If you’re working with a large batch, add roughly 75% of your calculated water, mix thoroughly, let it settle, then measure. Add the remaining water in smaller increments until you hit your target.

Why Your Spirit May Turn Cloudy

When you add water to certain spirits, especially gin, absinthe, or heavily botanical distillates, you may see the liquid turn milky or opalescent. This is called louching, and it’s a normal physical reaction, not a sign that something went wrong.

Essential oils and aromatic compounds dissolve readily in high-proof alcohol but not in water. When the alcohol concentration drops, these non-polar oils can no longer stay dissolved. They form tiny droplets suspended throughout the liquid, scattering light and creating that characteristic cloudiness. Cold temperatures make the effect more pronounced because the oils precipitate out more readily when the liquid is chilled.

For spirits where clarity matters, you have a few options. Dilute slowly and at room temperature to minimize the effect. If cloudiness appears, you can chill-filter the spirit (cool it down and pass it through a fine filter to trap the precipitated oils), though this removes some flavor and body along with the haze. Many craft distillers choose to skip chill-filtering and accept slight cloudiness as a sign of a more flavorful product.

Letting the Spirit Rest

After dilution, the spirit benefits from resting before you drink or bottle it. Mixing water and alcohol creates a brief period of chemical and physical adjustment. Flavors can taste sharp, disjointed, or slightly harsh immediately after blending.

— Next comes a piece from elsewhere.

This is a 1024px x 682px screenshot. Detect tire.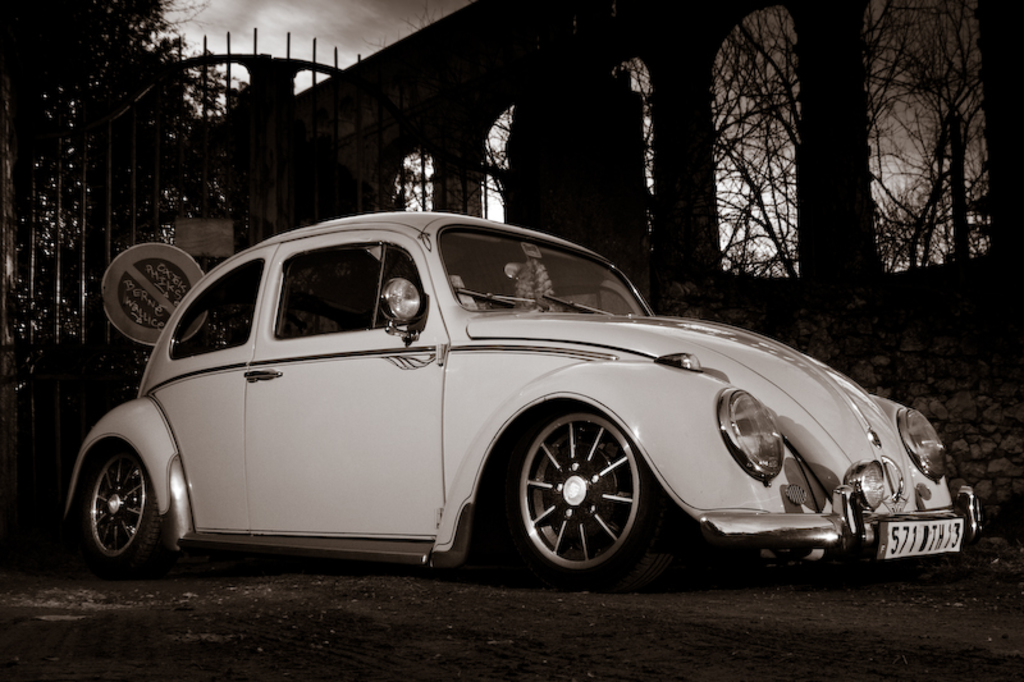
(55, 430, 184, 582).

Large commercial distillers typically let their diluted spirits sit overnight before filtering and bottling, often as a natural part of their production schedule. For home use, resting the diluted spirit for at least 12 hours is a good baseline. If you notice any harsh or off-putting aromas right after dilution, that rest period gives volatile compounds time to dissipate and the flavor to smooth out. Some distillers and whiskey enthusiasts let proofed-down spirits rest for several days or even a week, finding that the water and alcohol integrate more fully over time.

Seal the container during this resting period to prevent evaporation and oxidation. A glass jar or bottle with a tight-fitting lid works well. Avoid plastic containers, which can leach flavors into high-proof spirits.

Quick Reference for Common Scenarios

  • Cask strength to drinking strength: Most cask-strength whiskeys come off the barrel between 110 and 140 proof. To bring them to a standard 80 proof (40% ABV), you’ll typically add 35% to 75% of the original volume in water, depending on starting strength.
  • High-proof distillate to bottling strength: If you’re distilling at home (where legal) and pulling spirit off the still at 150+ proof, expect to nearly double your volume with water to reach 80 proof.
  • Small tasting adjustments: Adding a teaspoon of water (about 5 ml) to a 2-ounce pour of 100-proof whiskey drops it to roughly 92 proof. Even a few drops can open up flavors without dramatically changing the strength.